A Chico man has been charged with forgery and identity theft after prosecutors determined he had been impersonating his dead roommate in order to collect his U.S. Navy retirement benefit checks.
As KTVU reports, 57-year-old Darren Pirtle was charged Monday in Butte County after authorities visited his home last week and found him living with the dead body of his onetime roommate, 64-year-old Kevin Olson. Pirtle is expected to enter a plea on Thursday.
Pirtle isn't being charged — at least yet — in Olson's death, but it seems that Pirtle has been lying to Olson's family for years about his whereabouts and wellbeing.
According to the Associated Presss, via District Attorney Mike Ramsey, Pirtle had given various excuses for why family members could not reach Olson, and a missing persons investigation was finally initiated in August. Pirtle also allegedly told a Chico police officer that Olson was "out of town."
When investigators entered the home that the two men had shared, which was apparently owned by Olson, they found Olson's remains in a back bedroom.
The DA's office says that Pirtle began forging Olson's signature on checks in July 2019, but friends and family say they have not seen Olson since October 2018. Investigators believe that Olson likely died in late 2018, and an autopsy will determine his cause of death — though can you really perform a full autopsy on a four-year-old decomposed corpse?
Over the past four years, Olson's mortgage had apparently continued to be paid, likely by direct debit. And retirement checks had been getting direct-deposited into an account belonging to Olson at the Navy Federal Credit Union. Pirtle allegedly had cashed some 50 checks in Olson's name since 2019.
This follows on a story from last month in which a Petaluma woman was found to have been living with the corpse of her dead mother for at least a year. And there was a similarly gruesome tale from Las Vegas last year in which a group of squatters found a dead woman in an otherwise empty house, buried her in the backyard, and continued living there.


**Work order**
Find the line that contains "On a 1024*768 screen, detect 'person'."; please output it and each line after it, exactly as shown, up to the end of the entries below, skipping pictures.

(Stored dataset items)
----
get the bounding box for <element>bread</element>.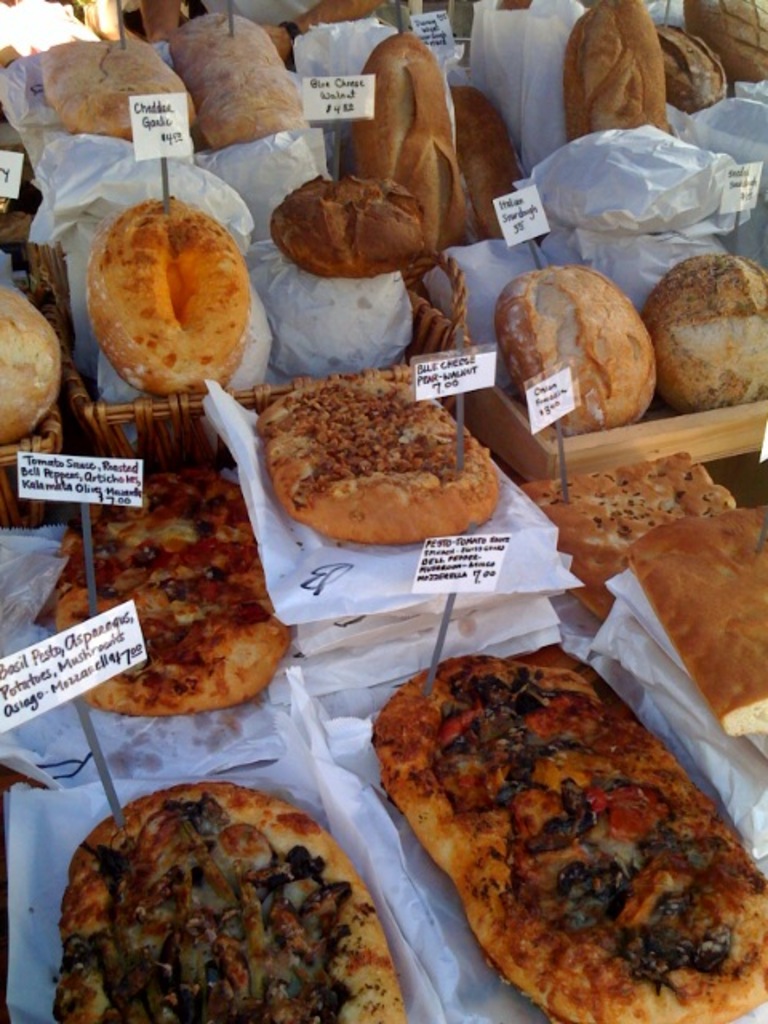
(451,85,522,245).
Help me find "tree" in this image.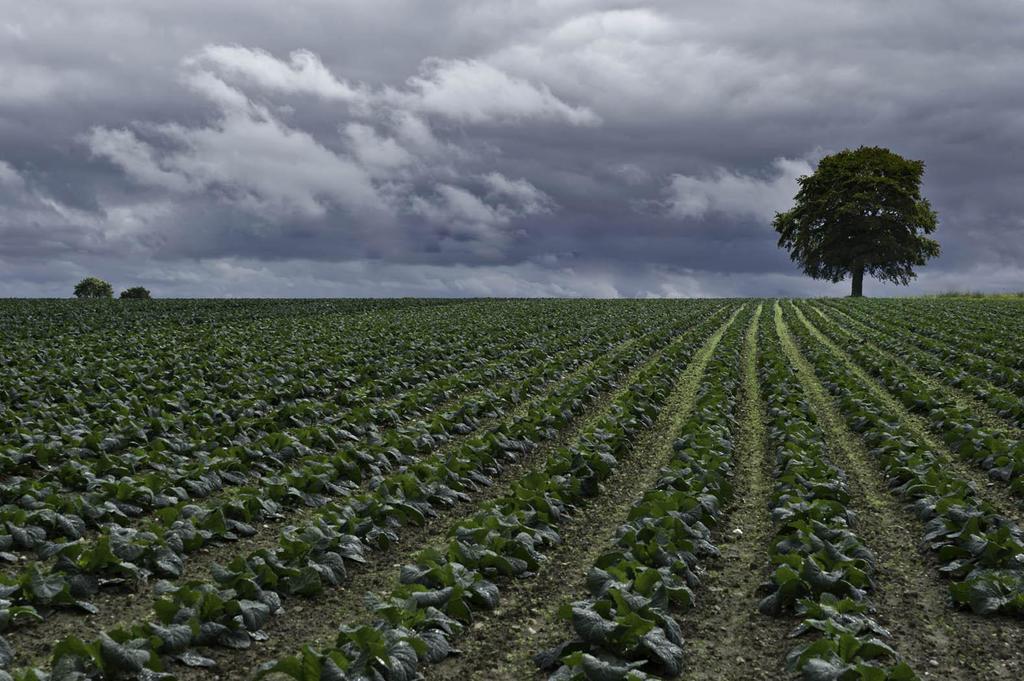
Found it: 781 136 945 305.
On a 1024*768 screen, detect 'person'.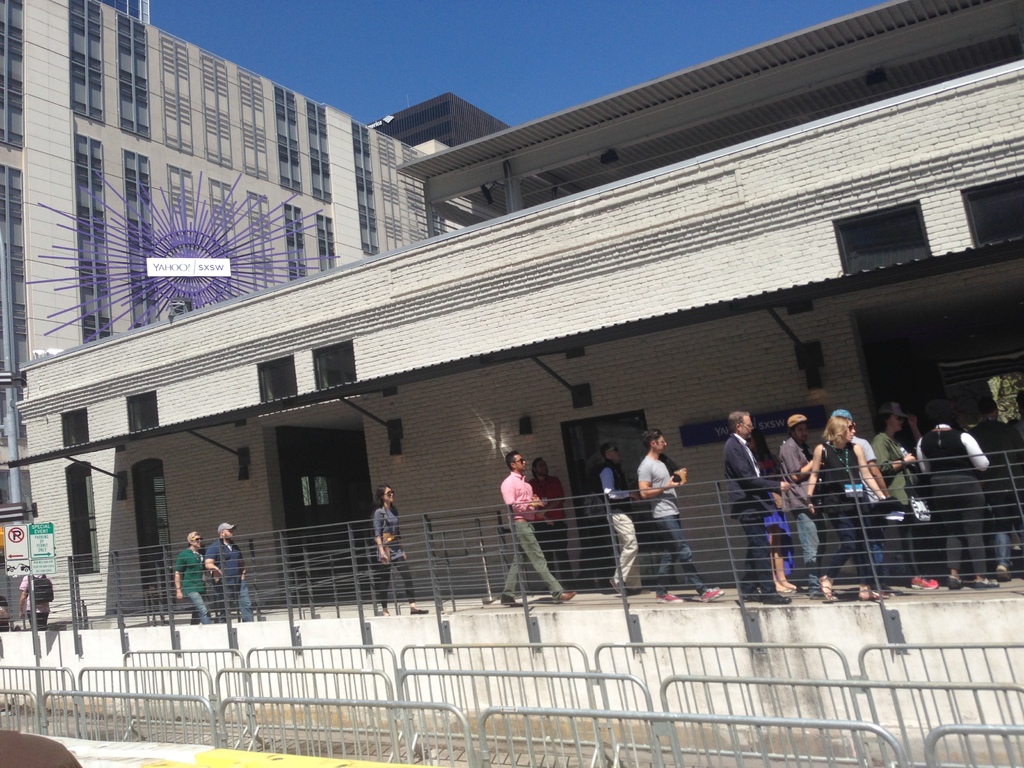
x1=17 y1=570 x2=56 y2=632.
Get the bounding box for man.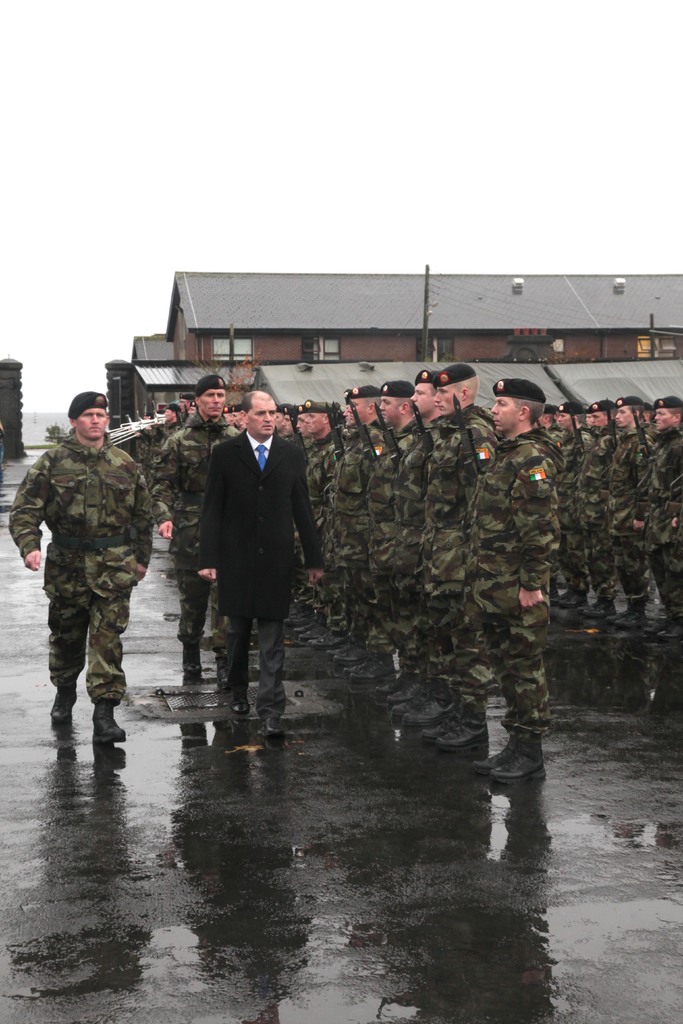
crop(234, 406, 238, 421).
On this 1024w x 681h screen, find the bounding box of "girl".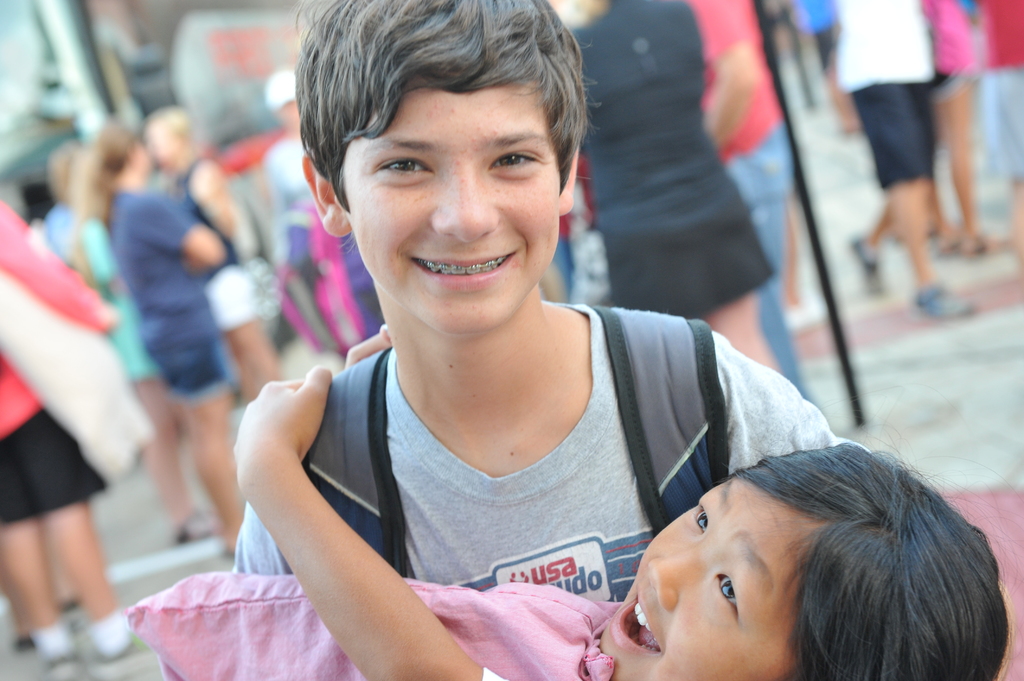
Bounding box: BBox(125, 324, 1000, 680).
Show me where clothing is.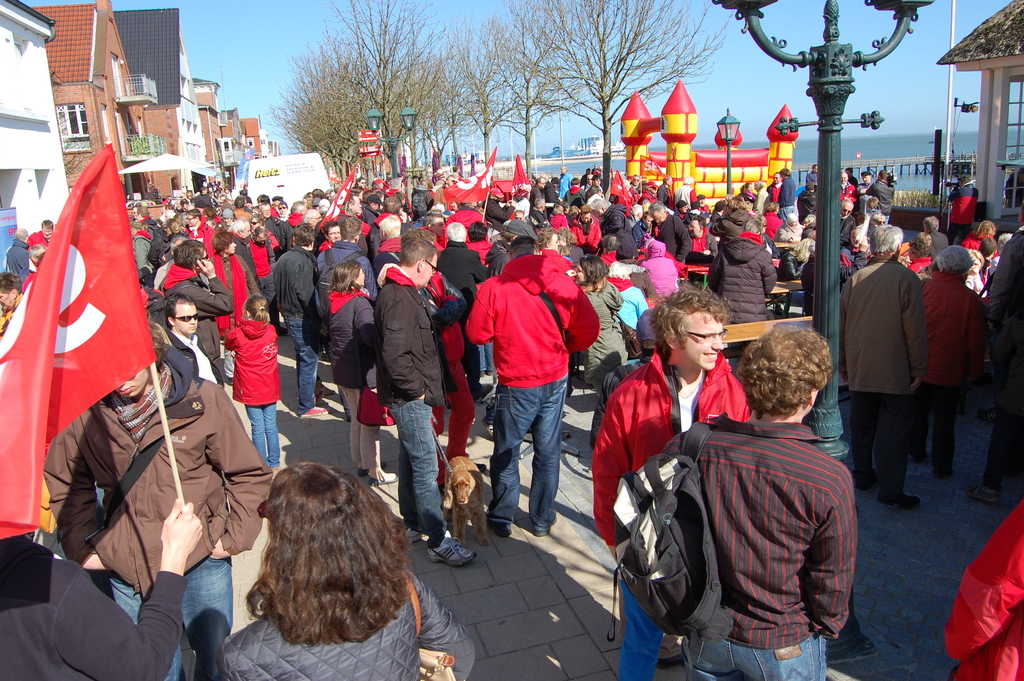
clothing is at l=223, t=319, r=286, b=477.
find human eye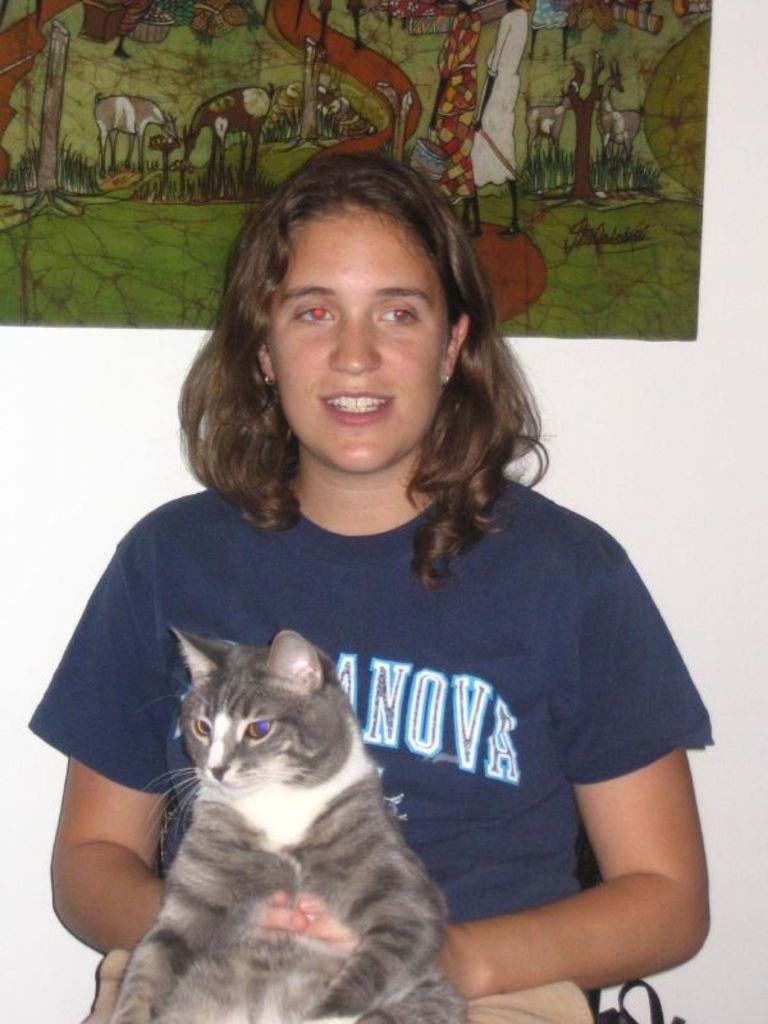
(left=374, top=297, right=420, bottom=329)
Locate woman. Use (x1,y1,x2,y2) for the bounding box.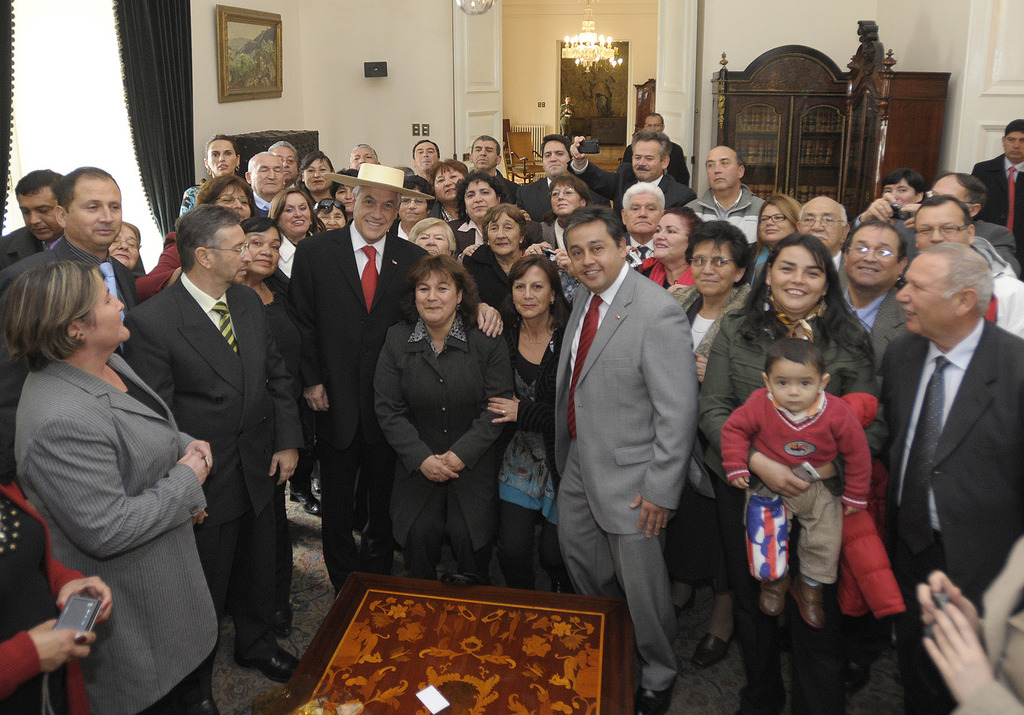
(21,212,214,714).
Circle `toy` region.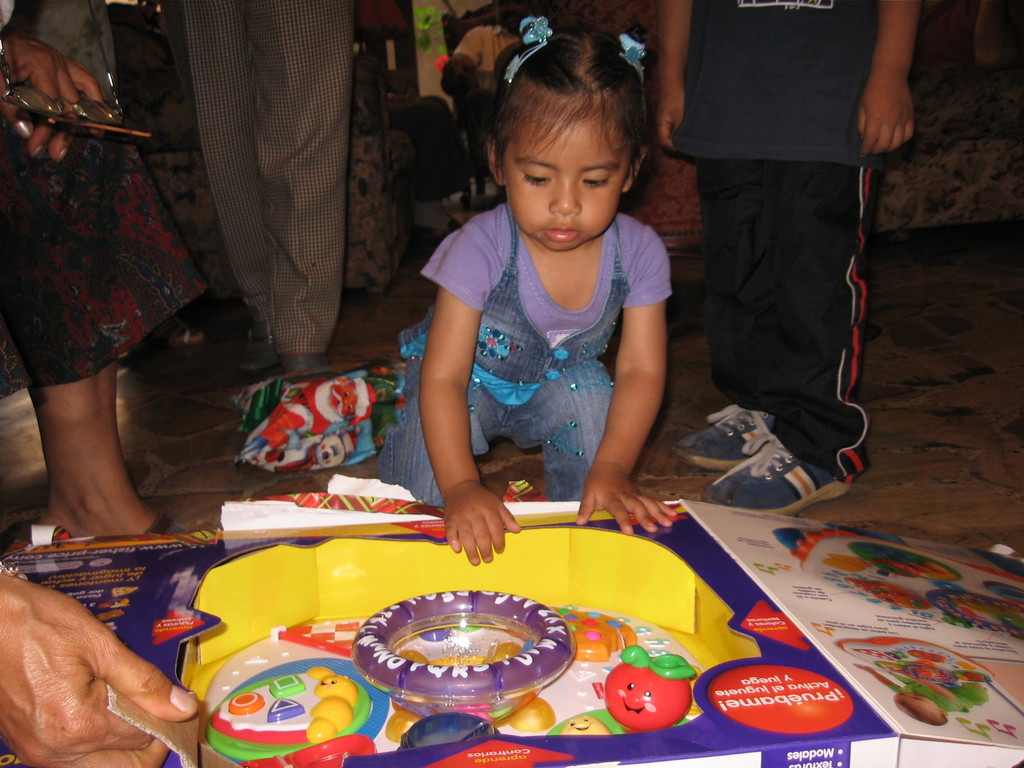
Region: {"x1": 339, "y1": 580, "x2": 579, "y2": 717}.
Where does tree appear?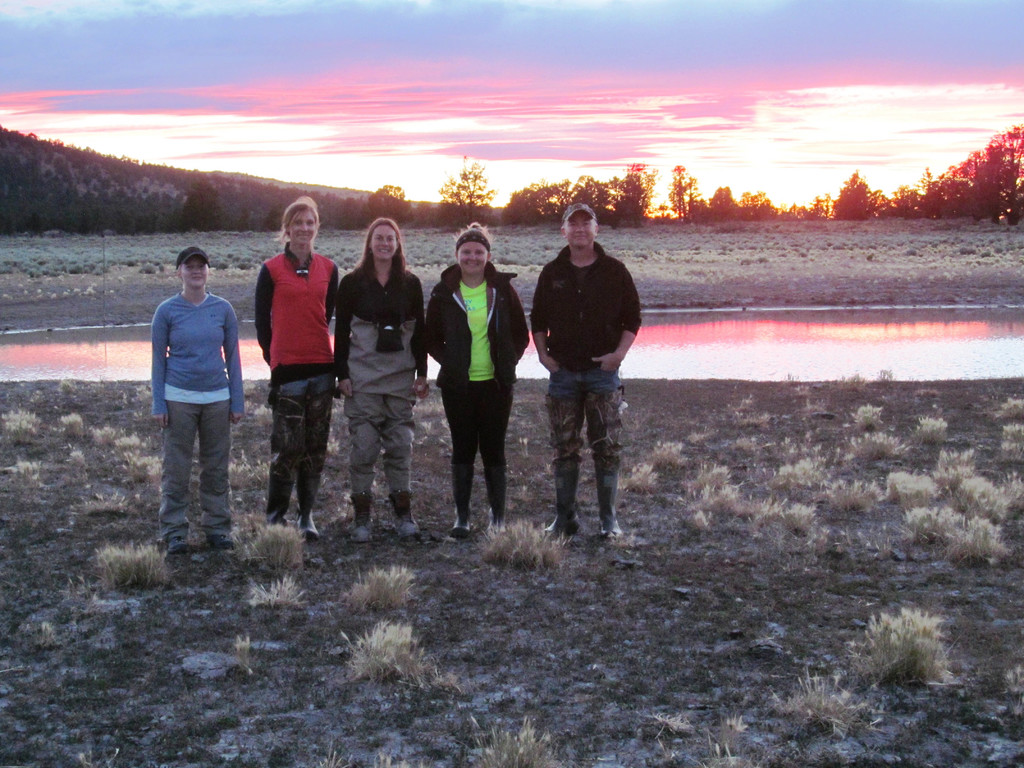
----
**Answer section**
On a 1024*768 screen, detect 'person'.
x1=17 y1=570 x2=56 y2=632.
Get the bounding box for man.
crop(234, 406, 238, 421).
On this 1024w x 681h screen, find the bounding box of "girl".
Bounding box: BBox(125, 324, 1000, 680).
Show me where clothing is.
clothing is at l=223, t=319, r=286, b=477.
find human eye
(left=374, top=297, right=420, bottom=329)
Locate woman. Use (x1,y1,x2,y2) for the bounding box.
(21,212,214,714).
Circle `toy` region.
Region: {"x1": 339, "y1": 580, "x2": 579, "y2": 717}.
Where does tree appear?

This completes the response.